Councilman Bill Hurlock

By JAIMIE JULIA WINTERS
winters@montclairlocal.news

Mayor Sean Spiller — also the No. 2 leader of the state’s largest teachers union — won’t be serving on the body that reviews and approves Montclair’s public schools budget every year. 

Spiller has followed through with a commitment he made last year to appoint a designee to the Board of School Estimate. Under Montclair’s form of government, that seat is usually reserved for the mayor himself. The mayor is also responsible for appointing Board of Education members, who aren’t elected by the public as they are in many communities. 

During the township election last year, some community members raised concerns stating Spiller’s role as vice president of the New Jersey Education Association presented a conflict with the role he would have had on the Board of School Estimate. 

On Dec. 15, the Township Council approved the appointment of Deputy Mayor William Hurlock to the Board of School Estimate in the mayor’s place. The other two appointees approved by the council are Councilwomen Robin Schlager and Lori Price Abrams.

The terms will run Jan. 1 through Dec. 31, 2021.

The deputy mayor’s appointment is made possible by a New Jersey statute that requires in a Type I District, like Montclair, that the Board of School Estimate include two members of the Board of Education, two members of the township’s governing body “and the mayor or other chief executive officer of the municipality, or if there be no chief executive officer then an additional member appointed by the governing body.” 

Spiller has served as vice president of the NJEA since Sept. 1, 2017, and previously served as secretary since 2013. He has been a member of the Township Council since 2012.

According to the NJEA, its mission is to advance and protect the rights, benefits and interests of union members, and promote a quality system of public education for all students.

Spiller said he still intends to “fulfill my duties” and appoint “independent Board of Education members who share the goal of providing the best possible education for our students at the very best value to taxpayers.”

According to his profile on the NJEA website, Spiller’s past roles in the group have included serving as chair of the Congressional Contact Committee, as a member of the Urban Education Committee and as an ethnic-minority-at-large representative to the Delegate Assembly. He was also a member of the National Council of Urban Education Associations. 
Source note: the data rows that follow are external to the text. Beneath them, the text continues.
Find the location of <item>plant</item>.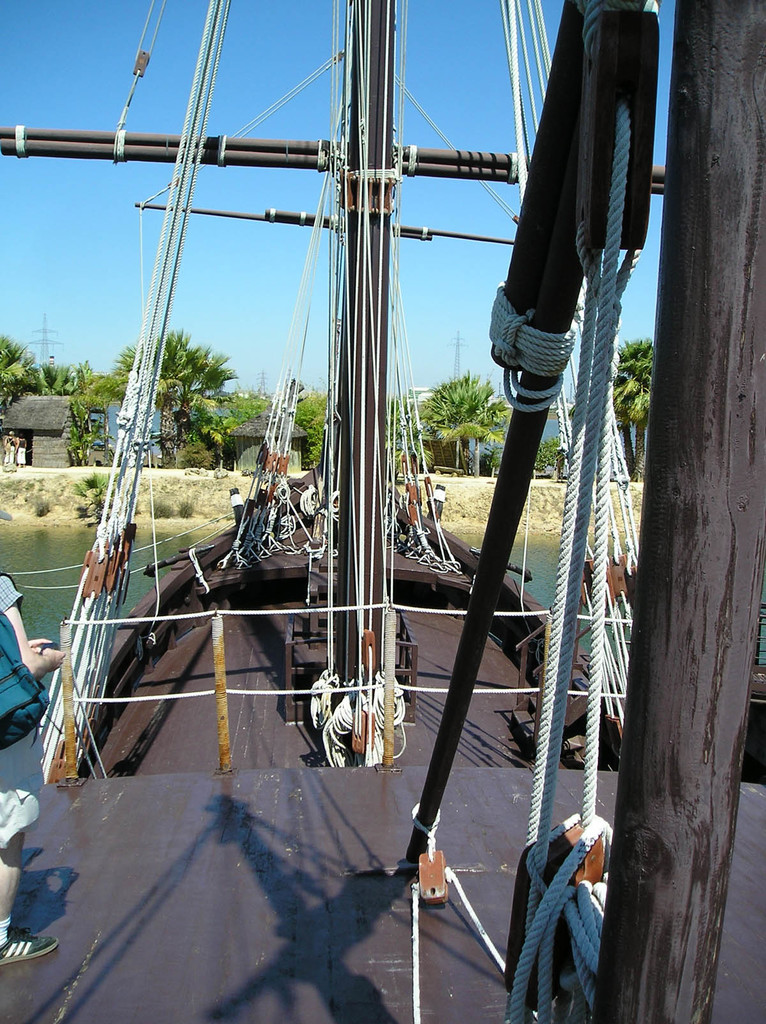
Location: region(75, 468, 108, 502).
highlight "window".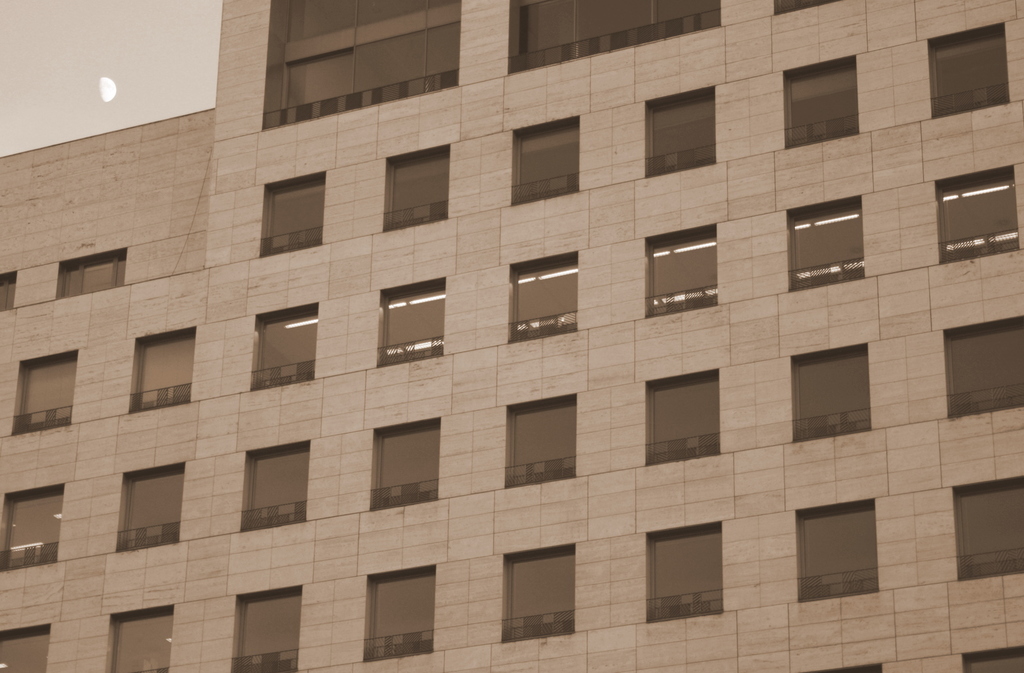
Highlighted region: bbox=(641, 368, 719, 469).
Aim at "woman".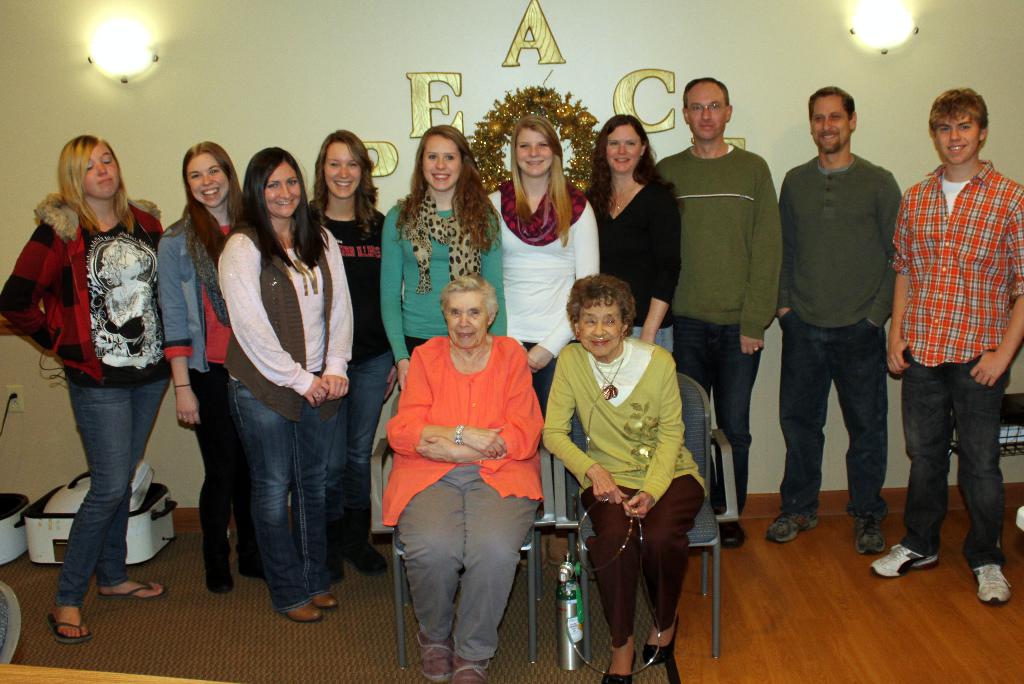
Aimed at (x1=207, y1=142, x2=350, y2=621).
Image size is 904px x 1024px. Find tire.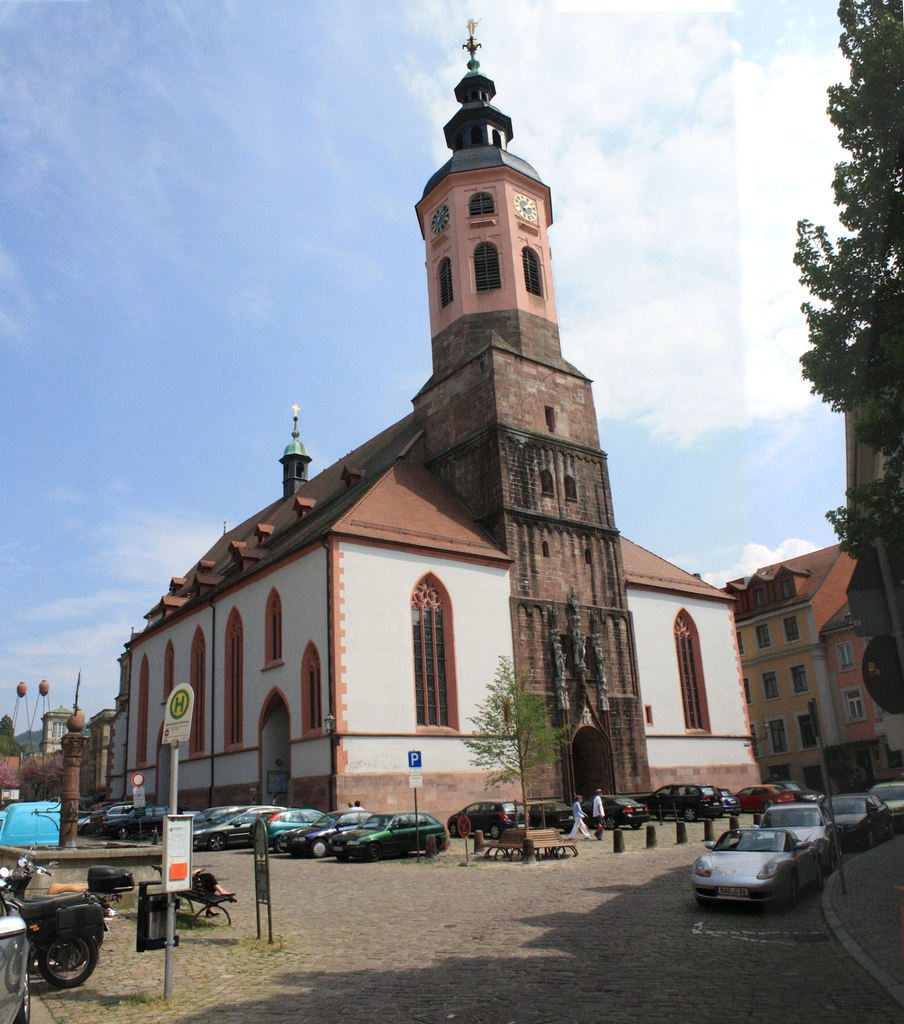
Rect(116, 827, 130, 839).
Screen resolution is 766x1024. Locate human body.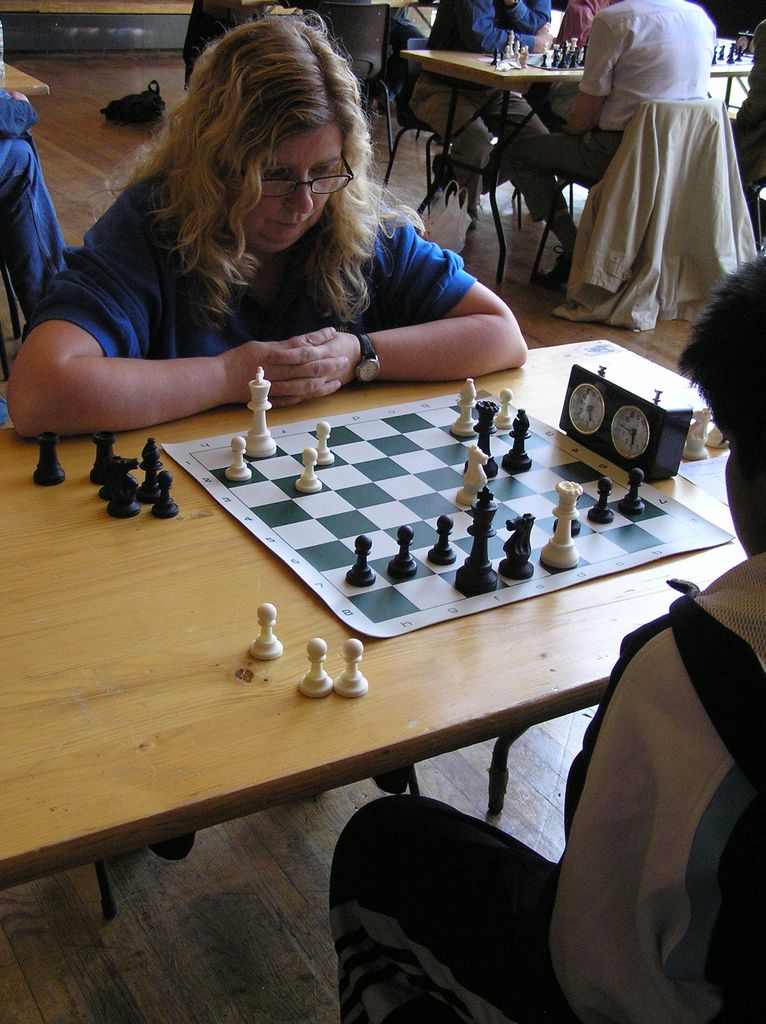
Rect(0, 77, 76, 350).
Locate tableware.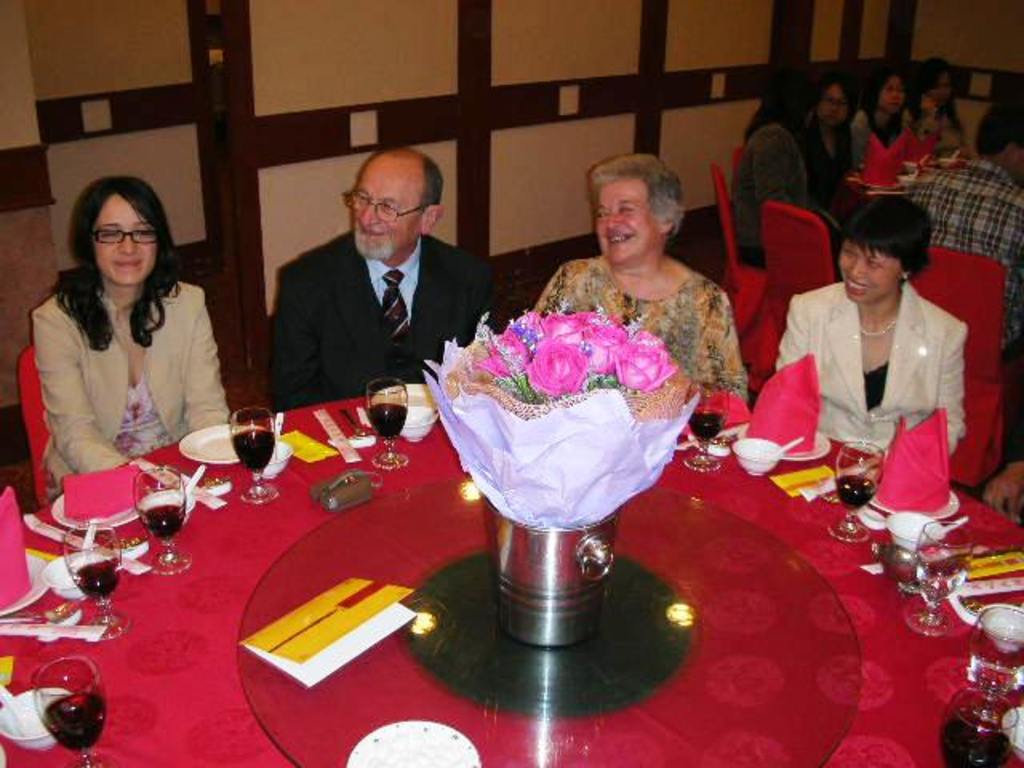
Bounding box: [254,437,293,475].
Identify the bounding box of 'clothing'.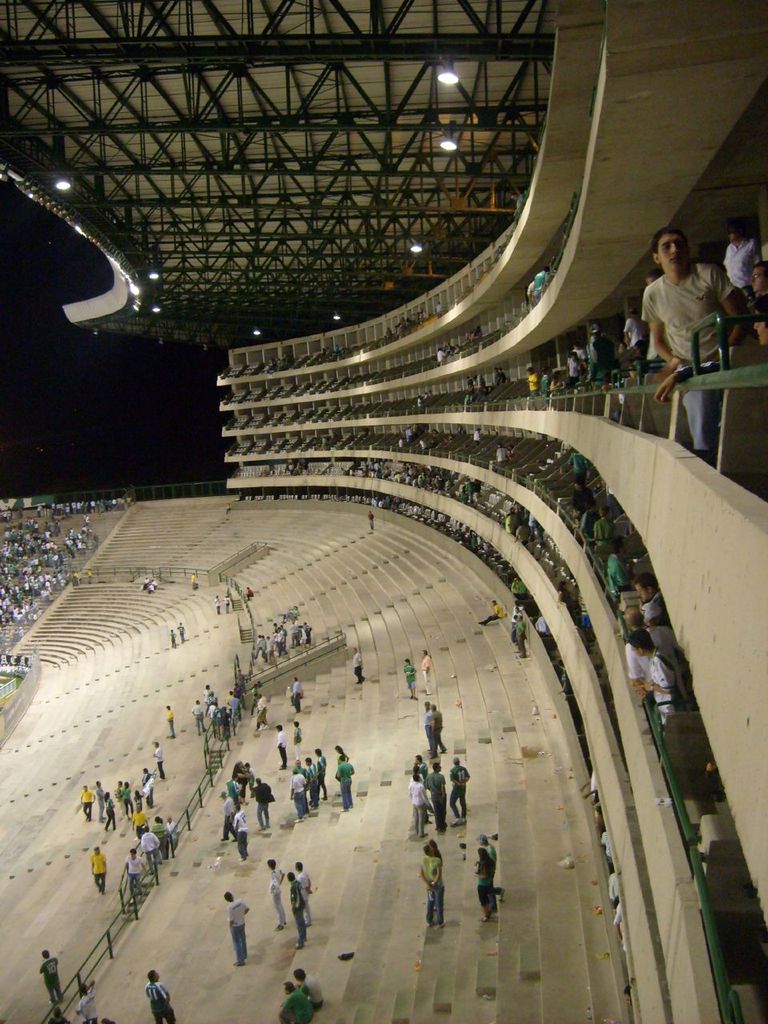
{"x1": 294, "y1": 685, "x2": 319, "y2": 713}.
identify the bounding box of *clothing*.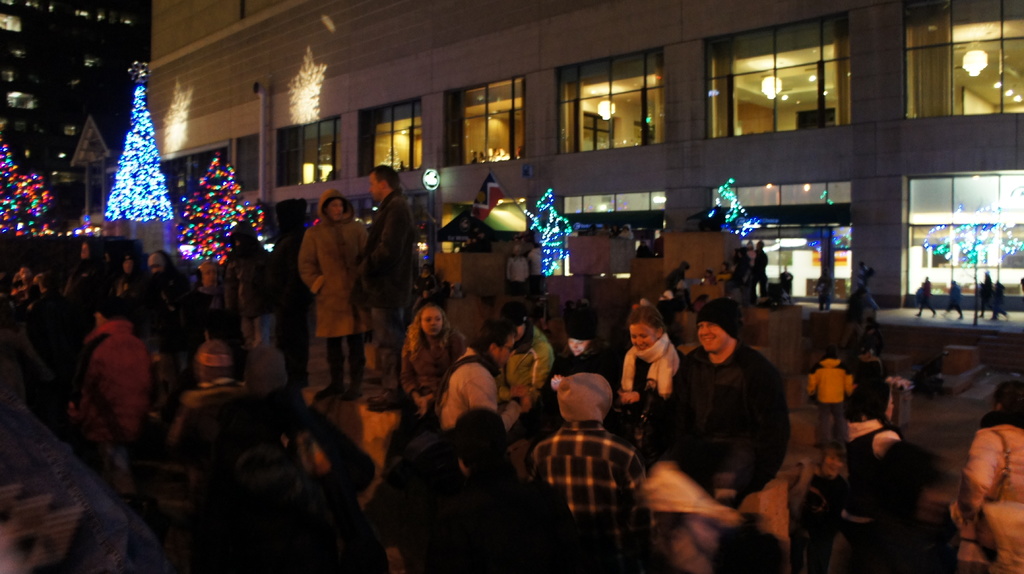
351, 191, 431, 351.
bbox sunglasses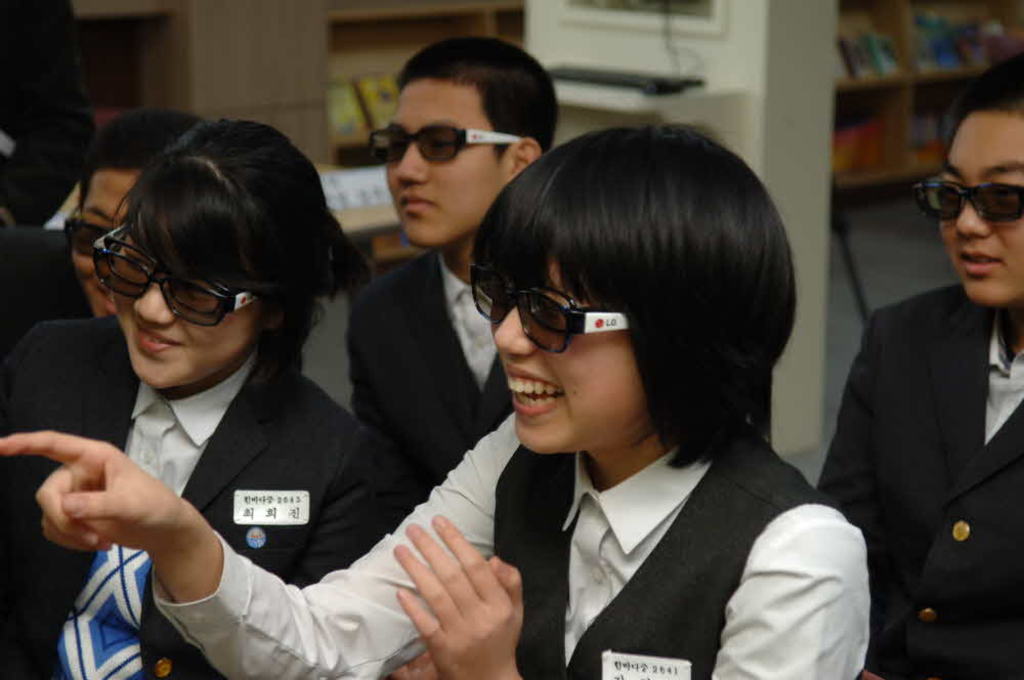
<region>91, 229, 253, 326</region>
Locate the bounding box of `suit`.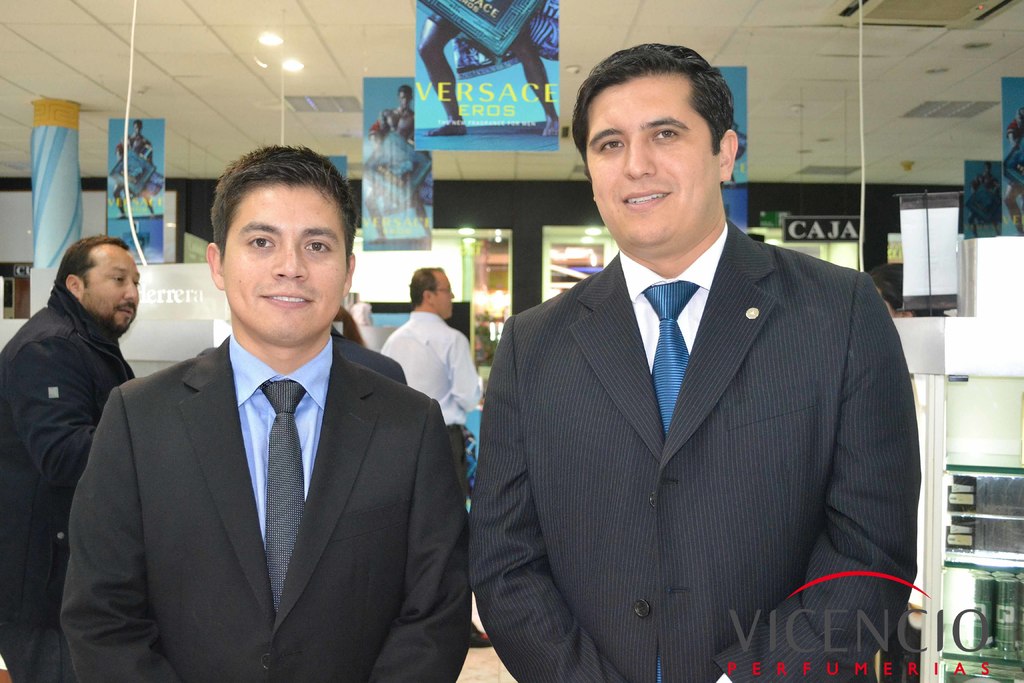
Bounding box: {"x1": 330, "y1": 332, "x2": 408, "y2": 392}.
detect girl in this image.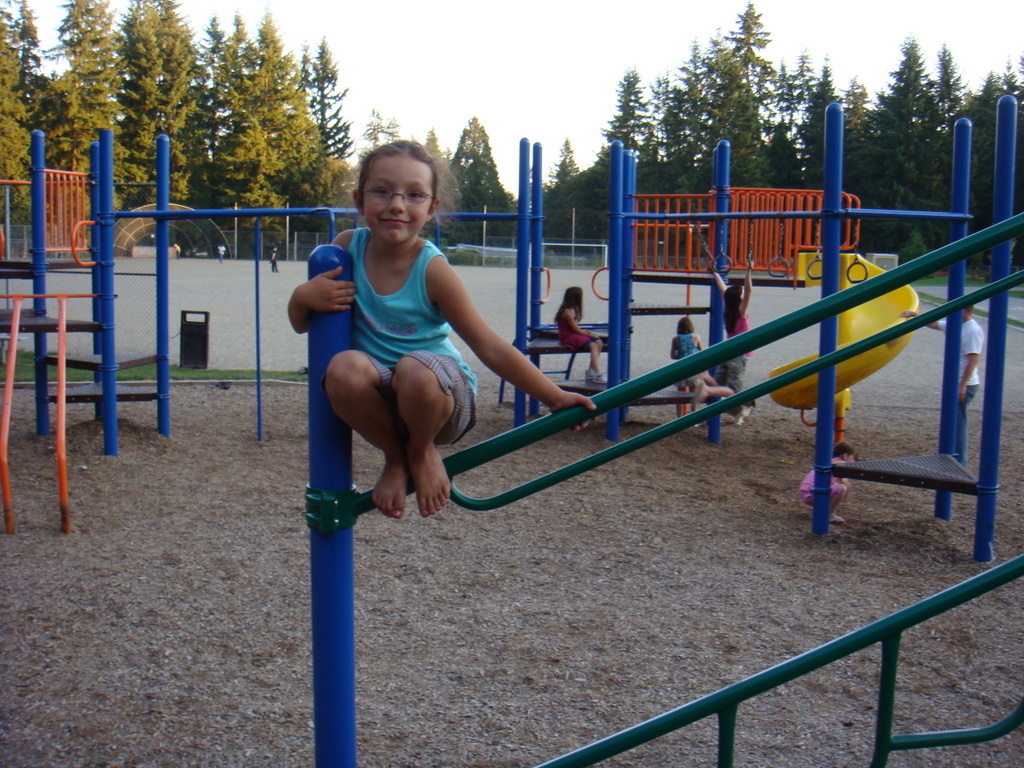
Detection: <bbox>695, 255, 756, 405</bbox>.
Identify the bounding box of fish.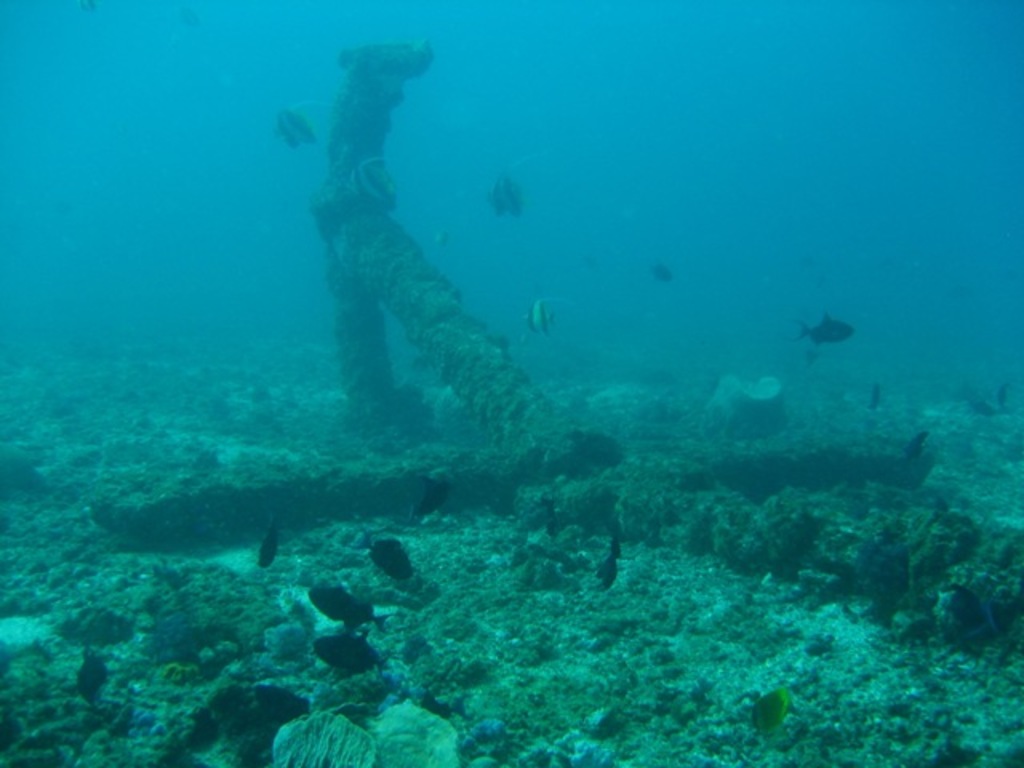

He served as an executive board member of the Passaic County Education Association  from 2005 through 2013, as president from 2007 through 2013, and as a negotiations team member of the Wayne Education Association.

The election wasn’t the first time that Spiller’s position with NJEA and his work as an elected official have been questioned as possible conflicts. After being elected as a councilman in 2012, Spiller was appointed as one of the two council members to sit on the Board of School Estimate.

In 2015, Montclair Kids First — composed of township residents and led by residents Jonathan Bonesteel, Matthew Frankel and Sam Cole — successfully filed suit, seeking to have him removed from the Board of School Estimate, believing Spiller to have a conflict between his roles on the board and in the NJEA. (Matthew Frankel is president of Montclair Local’s board of directors. Frankel was not involved in the reporting or editing of this story.)

Spiller’s lawyer argued then that he was not a member of the NJEA bargaining unit, and was not an employee of the Montclair school system. 

Although his “affiliation with the NJEA is affiliated with the union, it is a separate organization,” he said at the time. 

Under state law, the district’s Board of Education approves collective bargaining agreements with teachers, determines staffing and makes spending policy decisions for Montclair schools. The Board of School Estimate determines the tax levy to fund the budget.  

In 2016, Superior Court Judge Thomas Moore ruled Spiller should be removed from the Board of School Estimate, saying that serving with both it and the NJEA violated common-law conflict of interest and Montclair’s ethics code.  

At the time, Spiller’s response to the judge’s order was: “From its outset, this litigation initiated by [Montclair Kids First] has been straight out of the right-wing playbook used nationally to vilify teachers and attack public education.”

Before the elections in May, Bonesteel said: “Baloney,  it was not a personal attack, but a legitimate concern, as the judge confirmed.”

Jaimie is an award-winning journalist and editor.